That's what I wrote if I'm not mistaken, lol.
yes, I skipped over your previous reply. Mea culpa.
The typical Wang terminal, BTW, wasn’t a wholly dumb terminal. Pretty slick piece of engineering, actually. They had a Z-80 at 6Mhz (if memory serves) running in the terminal. When you were doing the normal mainframe stuff, it acted like a typical 3270.
But when you wanted to run Wang’s word processing s/w, ah... now things got interesting. The mainframe downloaded a screen editor to the terminal, and you then got a couple screens forward/back in your document downloaded to the terminal as well. You could edit to your heart’s content, in fully interactive mode (which wasn’t a strength of the 3270 style interface) and when you’d page up or down, the program would flush those changes back to the mainframe, which would then merge them into your doc.

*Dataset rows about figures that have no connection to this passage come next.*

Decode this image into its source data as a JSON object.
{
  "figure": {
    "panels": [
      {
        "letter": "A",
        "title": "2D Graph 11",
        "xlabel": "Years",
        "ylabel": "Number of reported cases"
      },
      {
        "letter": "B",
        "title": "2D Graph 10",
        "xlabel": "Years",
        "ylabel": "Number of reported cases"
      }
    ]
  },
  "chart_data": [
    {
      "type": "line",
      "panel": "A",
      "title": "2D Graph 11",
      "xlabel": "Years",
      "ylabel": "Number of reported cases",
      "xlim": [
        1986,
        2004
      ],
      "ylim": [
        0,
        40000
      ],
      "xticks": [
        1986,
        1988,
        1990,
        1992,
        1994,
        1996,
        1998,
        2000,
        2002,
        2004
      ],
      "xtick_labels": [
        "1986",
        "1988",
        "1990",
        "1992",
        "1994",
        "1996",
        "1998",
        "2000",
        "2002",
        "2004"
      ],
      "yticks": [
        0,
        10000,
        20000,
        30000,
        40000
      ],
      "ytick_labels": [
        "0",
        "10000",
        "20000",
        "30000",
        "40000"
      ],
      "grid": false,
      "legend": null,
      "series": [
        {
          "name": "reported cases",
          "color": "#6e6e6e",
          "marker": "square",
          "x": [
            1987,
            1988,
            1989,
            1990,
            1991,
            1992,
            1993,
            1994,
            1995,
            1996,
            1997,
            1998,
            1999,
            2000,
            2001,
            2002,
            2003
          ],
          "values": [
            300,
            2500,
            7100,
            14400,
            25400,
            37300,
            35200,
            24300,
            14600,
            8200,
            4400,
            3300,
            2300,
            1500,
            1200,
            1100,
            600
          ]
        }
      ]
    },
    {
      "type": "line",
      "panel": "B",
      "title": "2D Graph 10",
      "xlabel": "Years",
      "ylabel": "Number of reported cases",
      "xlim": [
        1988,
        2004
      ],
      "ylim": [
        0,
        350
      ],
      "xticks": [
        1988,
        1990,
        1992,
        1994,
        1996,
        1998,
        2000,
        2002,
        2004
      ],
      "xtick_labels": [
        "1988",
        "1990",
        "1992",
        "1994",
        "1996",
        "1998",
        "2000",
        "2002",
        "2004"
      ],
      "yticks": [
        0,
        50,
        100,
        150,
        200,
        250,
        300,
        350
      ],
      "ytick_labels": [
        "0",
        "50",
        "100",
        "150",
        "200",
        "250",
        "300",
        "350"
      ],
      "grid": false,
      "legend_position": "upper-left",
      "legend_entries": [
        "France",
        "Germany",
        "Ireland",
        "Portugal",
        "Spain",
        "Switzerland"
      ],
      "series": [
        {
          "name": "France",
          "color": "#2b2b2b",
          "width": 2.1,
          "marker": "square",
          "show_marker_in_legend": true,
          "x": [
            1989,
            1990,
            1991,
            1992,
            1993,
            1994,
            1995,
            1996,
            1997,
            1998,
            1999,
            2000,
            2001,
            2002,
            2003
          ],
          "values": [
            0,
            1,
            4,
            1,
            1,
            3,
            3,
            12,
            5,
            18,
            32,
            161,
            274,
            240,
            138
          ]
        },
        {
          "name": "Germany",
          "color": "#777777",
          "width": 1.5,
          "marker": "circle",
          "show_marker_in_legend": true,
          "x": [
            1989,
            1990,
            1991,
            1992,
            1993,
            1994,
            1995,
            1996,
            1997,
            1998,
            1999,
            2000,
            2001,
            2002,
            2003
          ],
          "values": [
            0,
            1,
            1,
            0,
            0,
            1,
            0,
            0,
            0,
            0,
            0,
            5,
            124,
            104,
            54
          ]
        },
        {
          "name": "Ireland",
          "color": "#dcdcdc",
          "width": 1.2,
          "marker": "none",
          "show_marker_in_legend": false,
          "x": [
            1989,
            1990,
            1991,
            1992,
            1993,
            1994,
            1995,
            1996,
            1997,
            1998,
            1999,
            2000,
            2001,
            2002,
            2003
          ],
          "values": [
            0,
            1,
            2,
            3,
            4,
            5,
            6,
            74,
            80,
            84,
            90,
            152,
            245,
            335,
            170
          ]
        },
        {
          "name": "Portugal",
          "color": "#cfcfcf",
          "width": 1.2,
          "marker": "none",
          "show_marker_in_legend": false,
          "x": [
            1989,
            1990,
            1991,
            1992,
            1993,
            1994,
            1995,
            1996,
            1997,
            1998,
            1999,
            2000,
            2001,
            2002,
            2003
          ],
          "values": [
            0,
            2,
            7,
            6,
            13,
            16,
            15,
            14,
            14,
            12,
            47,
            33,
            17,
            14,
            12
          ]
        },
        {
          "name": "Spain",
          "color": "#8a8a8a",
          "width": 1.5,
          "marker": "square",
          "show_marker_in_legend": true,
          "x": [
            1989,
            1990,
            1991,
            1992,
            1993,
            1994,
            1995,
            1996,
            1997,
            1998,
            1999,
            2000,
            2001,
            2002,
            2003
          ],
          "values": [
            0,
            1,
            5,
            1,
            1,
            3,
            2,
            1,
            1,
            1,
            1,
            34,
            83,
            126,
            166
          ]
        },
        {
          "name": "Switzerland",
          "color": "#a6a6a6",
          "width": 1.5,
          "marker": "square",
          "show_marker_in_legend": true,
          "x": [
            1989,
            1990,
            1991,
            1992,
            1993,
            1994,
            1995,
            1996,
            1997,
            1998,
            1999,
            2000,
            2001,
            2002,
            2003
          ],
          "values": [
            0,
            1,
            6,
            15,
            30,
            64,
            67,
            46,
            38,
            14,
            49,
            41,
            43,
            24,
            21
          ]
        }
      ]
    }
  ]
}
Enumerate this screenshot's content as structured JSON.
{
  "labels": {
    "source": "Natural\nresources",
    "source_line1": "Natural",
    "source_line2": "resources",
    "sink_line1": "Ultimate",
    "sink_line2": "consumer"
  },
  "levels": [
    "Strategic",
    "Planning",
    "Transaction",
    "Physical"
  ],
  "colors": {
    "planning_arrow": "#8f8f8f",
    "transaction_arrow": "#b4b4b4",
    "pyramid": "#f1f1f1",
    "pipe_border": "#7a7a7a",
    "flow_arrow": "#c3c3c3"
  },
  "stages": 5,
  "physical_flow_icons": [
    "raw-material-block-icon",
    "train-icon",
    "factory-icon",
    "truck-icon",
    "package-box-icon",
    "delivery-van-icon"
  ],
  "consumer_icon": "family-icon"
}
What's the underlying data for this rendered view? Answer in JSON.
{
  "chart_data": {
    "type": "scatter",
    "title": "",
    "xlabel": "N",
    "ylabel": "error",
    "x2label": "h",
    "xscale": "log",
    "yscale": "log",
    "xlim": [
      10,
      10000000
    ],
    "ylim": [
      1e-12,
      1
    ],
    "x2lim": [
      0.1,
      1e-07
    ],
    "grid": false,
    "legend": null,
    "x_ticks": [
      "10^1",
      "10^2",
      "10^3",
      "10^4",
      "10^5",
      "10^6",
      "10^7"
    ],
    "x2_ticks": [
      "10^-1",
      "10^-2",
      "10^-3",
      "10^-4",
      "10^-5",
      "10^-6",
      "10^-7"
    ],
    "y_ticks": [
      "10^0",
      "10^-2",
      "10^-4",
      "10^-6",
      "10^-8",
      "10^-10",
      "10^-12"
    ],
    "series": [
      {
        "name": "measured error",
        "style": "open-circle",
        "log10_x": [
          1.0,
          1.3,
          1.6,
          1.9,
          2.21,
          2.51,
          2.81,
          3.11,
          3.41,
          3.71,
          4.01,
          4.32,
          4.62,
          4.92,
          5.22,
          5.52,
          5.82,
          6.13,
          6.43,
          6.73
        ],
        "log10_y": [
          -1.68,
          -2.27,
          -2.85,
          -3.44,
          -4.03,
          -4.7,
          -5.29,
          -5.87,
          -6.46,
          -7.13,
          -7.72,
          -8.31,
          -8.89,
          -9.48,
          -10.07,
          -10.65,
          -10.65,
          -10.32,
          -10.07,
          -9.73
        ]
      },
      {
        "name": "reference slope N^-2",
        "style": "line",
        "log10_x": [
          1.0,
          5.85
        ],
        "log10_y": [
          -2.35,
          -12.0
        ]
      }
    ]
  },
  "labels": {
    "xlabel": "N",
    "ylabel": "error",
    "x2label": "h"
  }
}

Very, very slick... for the day.
Then Wang came out with a PC attached to the mainframe via the “928” interface. Humorous story about the name of the interface: The marketing and sales people were supposedly holding a meeting about what they were going to call this new interface card that would allow a x86 PC to interface to a Wang. They were bickering and going back and forth over names, etc.
Dr. Wang was in the meeting. After awhile, he looks at his watch, clears his throat and quietly said “We will call it the 928 interface” and he left the meeting.
A very, very bright chap. Got to meet him once. I was blown away that a CEO of a computer company could have that level of technical IQ. He was like meeting Bill or Dave from HP. Knew his stuff. Sadly, his son didn’t know jack, and after Dr. Wang’s passing, his playboy son fiddled while Rome burned, so to speak.